Ben Plonie sent me this email last week:

Here is a story that fits your mission from the Jerusalem Post. Reform Rabbi David Forman, founder of Rabbis for Human Rights (implying that the other Rabbis are against human rights of course) proposes in the Jerusalem Post’s Counterpoint: Let’s declare ourselves a separate religion that non-Orthodox offshoots of Judaism stop trying to demand legitimacy from the Orthodox Rabbinate in Israel in a frontal assult, in order to gain Israeli government benefits and recognition given Christians, Muslims, Bahai and so forth. He believes that they will thus do an end-run around the Orthodox and gain new adherents for conversions and marriages.

That’s his purpose but the important and interesting thing to me is that he is sure that non-Orthodox Judaism can be justifiably shown to be a separate religion, something that the Orthodox have been saying from Day 1. The usual justification for offshoots is that they are the real, the true, the core, the authentic, the meaningful essence lost to the bourgious power structure etc. It seems after a couple of centuries of failure to sweep the grass roots into the fold, they are leaving the field. Booyah!

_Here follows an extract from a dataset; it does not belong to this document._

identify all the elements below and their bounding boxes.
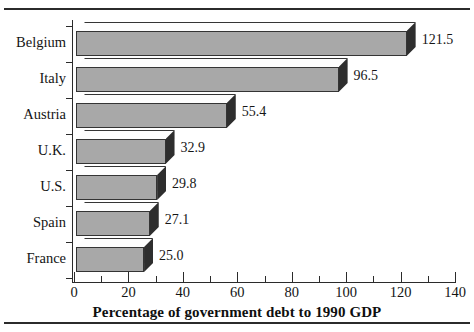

Interesting insights from a regular God Blog commenter. Thanks, Ben.

Forman’s op-ed ran under the headline “Let’s declare ourselves a separate religion.” Here’s an excerpt worth reading:

Since Israel’s establishment, the Reform and Conservative movements in this country have waged a war to gain recognition as a legitimate expression of Judaism, entitled to equal rights with Orthodoxy. They have consistently maintained that they too are heirs to the Jewish tradition. In the Conservative Movement’s case, it claims, like Orthodoxy, to be halachically based, that is until sociological realities force it to alter Halacha.

Both movements have been steadfast in their refusal to declare themselves separate sects within Judaism. The reason for this is that they believe to do so would sever them from the Jewish people, which is pure bunkum. The gulf between Conservative and Reform Judaism and Orthodoxy in Israel is unbridgeable. The Conservative Movement virtually admitted as much when, at its recent rabbinical convention here, it called for the abolition of the Chief Rabbinate. This week, the Reform Movement’s North American rabbinical association is holding its convention here. Its members have been told by their Israeli colleagues that the prejudicial attitude against them among the Orthodox rabbinate is becoming more and more entrenched.

IN LIGHT of all the above, if, together, the Reform and Conservative movements were to declare themselves a separate religion from Orthodoxy, which in fact they are – perhaps not in some of their ritual and liturgical traditions, but most certainly in their ethical moorings regarding their respectful tolerance and concern for the “other” – the state would have no choice but to grant them the rights and privileges enjoyed by other religions in the country, which would necessarily include control over life-cycle events for their own constituency.

Such a dramatic move would most likely marginalize Orthodoxy.